Page Rules are conditions that your site will use. Page Rules let you control which Cloudflare settings trigger on a given URL. Only one Page Rule will trigger per URL, so it is helpful if you sort Page Rules in priority order, and make your URL patterns as specific as possible.
Remember that a Free Account can only get 3 page rules. |
Here is an explanation of page rules on the cloudflare site.
Here are the 3 best page rules to use with a free account.
CloudFlare allows a shared SSL cert and can force your page to operate via https.
Make sure this is the first rule if you add other rules.
http://*yourdomain.com/* |
Since the files themselves in the cache directory will most likely not change that often, we can cache them for speedier page loads
Enter your files directory like:
*yourdomain.com/sites/default/files* |
You can test to see if this is working by running this command in your terminal
curl -svo /dev/null https://yoursite.com/sites/default/files/filename.jpg |
If you are using core aggregation on D8 or Advanced Agg in D7, you don't need to do the next rule: Cache Theme Directory as all css and js are stored in sites/default/files. |
The theme directory on live doesn't get changed too often. Only CSS changes usually happen, in the case you can purge the cache via the cloudflare dashboard.
D7
*yourdomain.com/sites/all/themes* |
D8
*yourdomain.com/themes* |
You can test to see if this is working by running this command in your terminal
curl -svo /dev/null https://yoursite.com/sites/themes/themename/stuff.css |
If you have paid plan you would like to follow this document to setup advanced caching page rules
Make sure you are forcing https as described above. If your site is on Pantheon - make sure you setup all of the redirects to additional domains through CloudFlare and redirects are removed from settings.php otherwise you may run into infinite cache loop.
If your site is on Apache hosting (e. g. Acquia) then make sure you don't have httaccess redirects from additional domains and into https. And all of them are powered through CloudFlare UI.
Additionally it is also a good idea to exclude admin pages from caching.
Setup no caching on these ones.
Read more in this documentation
The result you are aiming for is cf-cache-status: HIT in the headers of your network tab in browser inspector after you load the page a couple times.
If the result says DYNAMIC - your page cache isn't working.
If the result says BYPASS - cookie is in place - check that your cookie exception is correct and you are not logged in.
It is essential to troubleshoot your cache. Go through multiple browsers like Safari and IE 11 and check that images are still loading, JS and CSS are still working as expected.
Tip: if your JS is not working turn off / on (switch to the opposite state) aggregation in Drupal performance menu. Save and clear the cache.
Go to CloudFlare and purge.
Turn on aggregation back and clear the cache again - it may take it some time to propagate.
Check these elements on every deployment.
Check search and time sensitive views - make sure they still update as expected.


▶ _The task_: Across the listing, tally the lines in which the word "connector" occurs, then report the tally alone.

----

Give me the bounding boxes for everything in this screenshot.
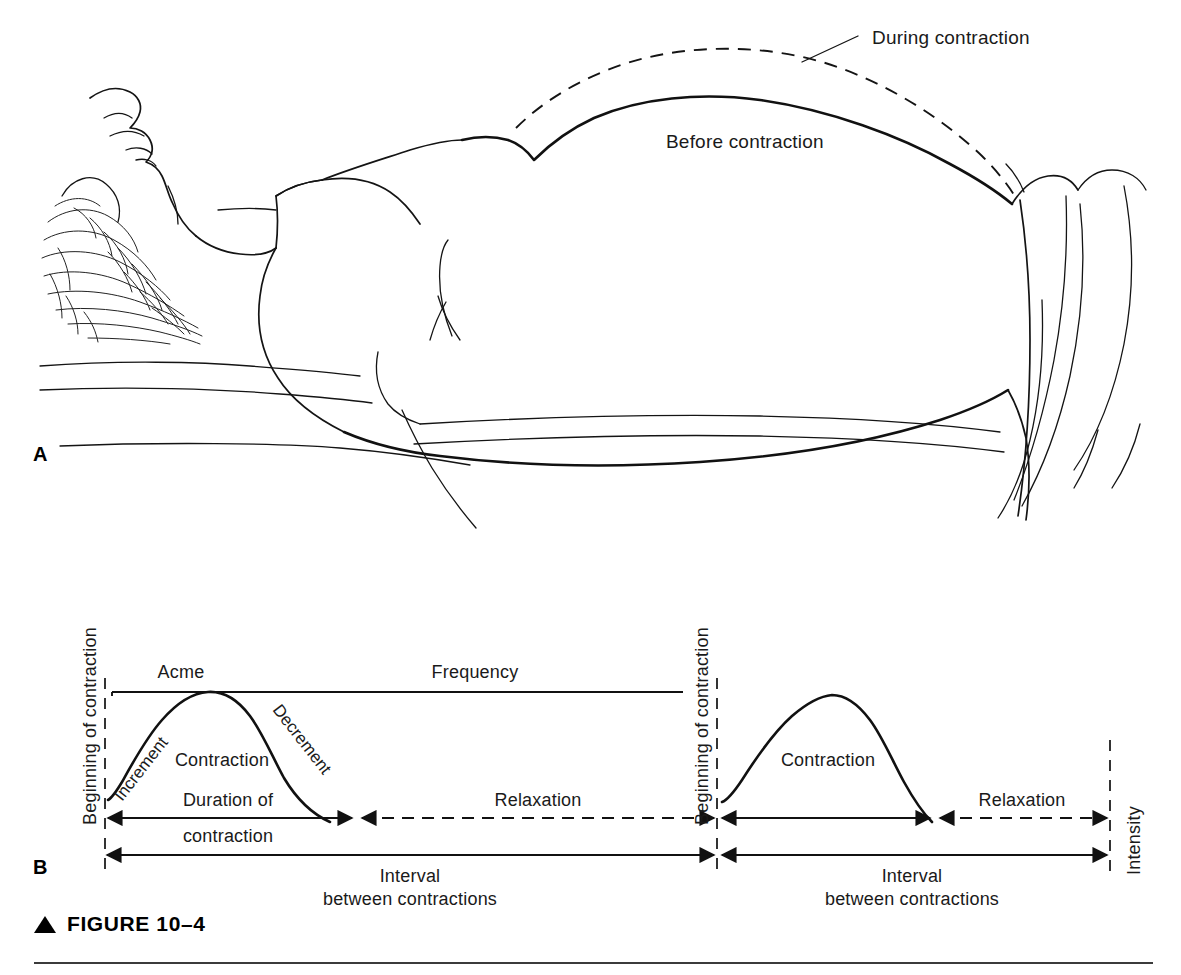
label-duration-line1: Duration of — [183, 790, 274, 810]
label-beginning-of-contraction-1: Beginning of contraction — [80, 627, 100, 825]
caption-divider — [34, 962, 1153, 964]
face-profile — [90, 89, 276, 255]
figure-caption: FIGURE 10–4 — [0, 912, 1181, 936]
caption-label: FIGURE 10–4 — [67, 912, 206, 936]
panel-b-letter: B — [33, 856, 48, 879]
body-contour-before — [259, 97, 1012, 466]
panel-b-graph: Beginning of contraction Beginning of co… — [0, 530, 1181, 910]
label-during-contraction: During contraction — [872, 27, 1030, 48]
label-duration-line2: contraction — [183, 826, 273, 846]
label-increment: Increment — [110, 733, 172, 804]
label-interval-1-line1: Interval — [380, 866, 441, 886]
skin-crease-marks — [430, 240, 460, 340]
during-contraction-leader — [802, 36, 858, 62]
label-interval-2-line2: between contractions — [825, 889, 999, 909]
label-contraction-1: Contraction — [175, 750, 269, 770]
label-acme: Acme — [158, 662, 205, 682]
draped-sheet — [998, 164, 1146, 520]
panel-a-illustration: During contraction Before contraction — [0, 0, 1181, 530]
panel-a-drawing: During contraction Before contraction — [0, 0, 1181, 530]
label-relaxation-2: Relaxation — [978, 790, 1065, 810]
label-interval-1-line2: between contractions — [323, 889, 497, 909]
hair — [42, 178, 202, 344]
sheet-band — [376, 352, 1004, 528]
label-frequency: Frequency — [432, 662, 519, 682]
label-relaxation-1: Relaxation — [494, 790, 581, 810]
panel-b-diagram: Beginning of contraction Beginning of co… — [0, 530, 1181, 910]
label-contraction-2: Contraction — [781, 750, 875, 770]
label-interval-2-line1: Interval — [882, 866, 943, 886]
during-contraction-contour — [516, 49, 1016, 198]
panel-a-letter: A — [33, 443, 48, 466]
triangle-marker-icon — [34, 916, 56, 933]
label-before-contraction: Before contraction — [666, 131, 824, 152]
figure-page: During contraction Before contraction A — [0, 0, 1181, 975]
caption-row: FIGURE 10–4 — [0, 912, 1181, 936]
label-intensity: Intensity — [1124, 806, 1144, 875]
label-beginning-of-contraction-2: Beginning of contraction — [692, 627, 712, 825]
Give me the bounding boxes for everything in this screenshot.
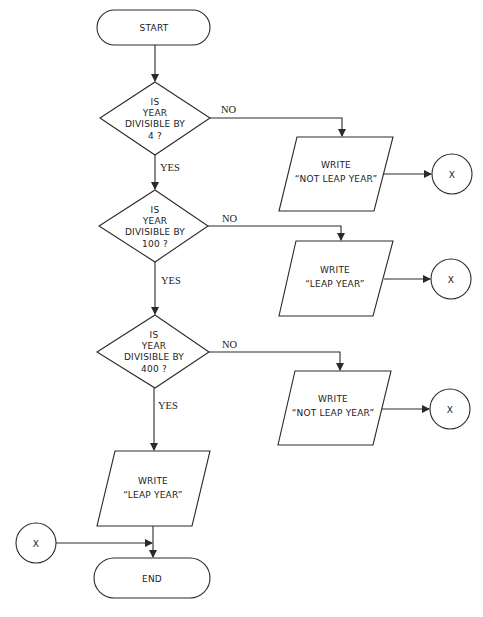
decision-text: DIVISIBLE BY bbox=[125, 227, 185, 237]
no-branch-arrow bbox=[210, 118, 342, 136]
decision-text: DIVISIBLE BY bbox=[125, 119, 185, 129]
decision-text: 4 ? bbox=[148, 131, 162, 141]
no-label: NO bbox=[221, 104, 237, 115]
output-text: “LEAP YEAR” bbox=[123, 490, 182, 500]
decision-divisible-by-100: IS YEAR DIVISIBLE BY 100 ? bbox=[99, 190, 208, 262]
output-leap-year-1: WRITE “LEAP YEAR” bbox=[279, 241, 393, 316]
decision-divisible-by-400: IS YEAR DIVISIBLE BY 400 ? bbox=[97, 315, 209, 388]
connector-x-1: X bbox=[432, 154, 472, 194]
end-terminal: END bbox=[94, 558, 210, 598]
output-text: WRITE bbox=[138, 476, 168, 486]
no-label: NO bbox=[222, 339, 238, 350]
connector-label: X bbox=[33, 539, 39, 549]
decision-text: YEAR bbox=[142, 216, 167, 226]
no-label: NO bbox=[222, 213, 238, 224]
start-label: START bbox=[140, 23, 169, 33]
decision-text: DIVISIBLE BY bbox=[124, 352, 184, 362]
output-leap-year-2: WRITE “LEAP YEAR” bbox=[97, 451, 210, 526]
decision-text: IS bbox=[151, 97, 160, 107]
yes-label: YES bbox=[158, 400, 178, 411]
yes-label: YES bbox=[160, 162, 180, 173]
decision-text: YEAR bbox=[141, 341, 166, 351]
output-text: WRITE bbox=[321, 160, 351, 170]
output-not-leap-year-2: WRITE “NOT LEAP YEAR” bbox=[278, 371, 391, 445]
start-terminal: START bbox=[97, 10, 210, 45]
output-text: “LEAP YEAR” bbox=[305, 279, 364, 289]
connector-x-3: X bbox=[430, 389, 470, 429]
decision-text: IS bbox=[150, 330, 159, 340]
decision-text: 100 ? bbox=[142, 239, 168, 249]
decision-divisible-by-4: IS YEAR DIVISIBLE BY 4 ? bbox=[100, 82, 210, 155]
decision-text: YEAR bbox=[142, 108, 167, 118]
connector-x-2: X bbox=[431, 259, 471, 299]
connector-label: X bbox=[447, 405, 453, 415]
connector-x-entry: X bbox=[16, 523, 56, 563]
connector-label: X bbox=[448, 275, 454, 285]
decision-text: 400 ? bbox=[141, 364, 167, 374]
connector-label: X bbox=[449, 170, 455, 180]
no-branch-arrow bbox=[209, 352, 340, 370]
output-text: WRITE bbox=[320, 265, 350, 275]
output-not-leap-year-1: WRITE “NOT LEAP YEAR” bbox=[279, 137, 393, 211]
output-text: “NOT LEAP YEAR” bbox=[295, 174, 378, 184]
end-label: END bbox=[142, 574, 162, 584]
output-text: WRITE bbox=[318, 394, 348, 404]
decision-text: IS bbox=[151, 205, 160, 215]
no-branch-arrow bbox=[208, 226, 341, 240]
output-text: “NOT LEAP YEAR” bbox=[292, 408, 375, 418]
yes-label: YES bbox=[161, 275, 181, 286]
leap-year-flowchart: START IS YEAR DIVISIBLE BY 4 ? NO YES WR… bbox=[0, 0, 483, 617]
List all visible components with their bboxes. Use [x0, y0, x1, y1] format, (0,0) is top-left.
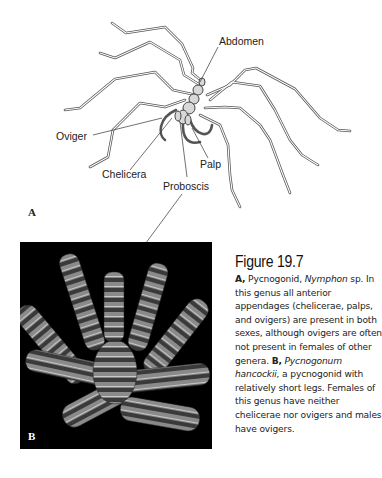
panel-b-letter: B [28, 430, 35, 442]
pycnogonid-line-drawing [0, 0, 382, 250]
specimen-illustration [20, 242, 212, 449]
label-palp: Palp [200, 158, 221, 170]
label-chelicera: Chelicera [102, 168, 146, 180]
caption-body: A, Pycnogonid, Nymphon sp. In this genus… [235, 273, 382, 436]
pycnogonum-photo: B [20, 242, 212, 449]
figure-title: Figure 19.7 [235, 253, 364, 271]
figure-caption: Figure 19.7 A, Pycnogonid, Nymphon sp. I… [235, 253, 382, 436]
caption-a-text-1: Pycnogonid, [245, 274, 304, 284]
panel-a-letter: A [28, 206, 36, 218]
label-proboscis: Proboscis [163, 180, 209, 192]
label-abdomen: Abdomen [219, 35, 264, 47]
caption-a-text-2: sp. In this genus all anterior appendage… [235, 274, 382, 366]
label-oviger: Oviger [56, 130, 87, 142]
caption-b-marker: B, [272, 356, 282, 366]
caption-a-genus: Nymphon [305, 274, 348, 284]
caption-a-marker: A, [235, 274, 245, 284]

----

▶ _Answer to this task_: 8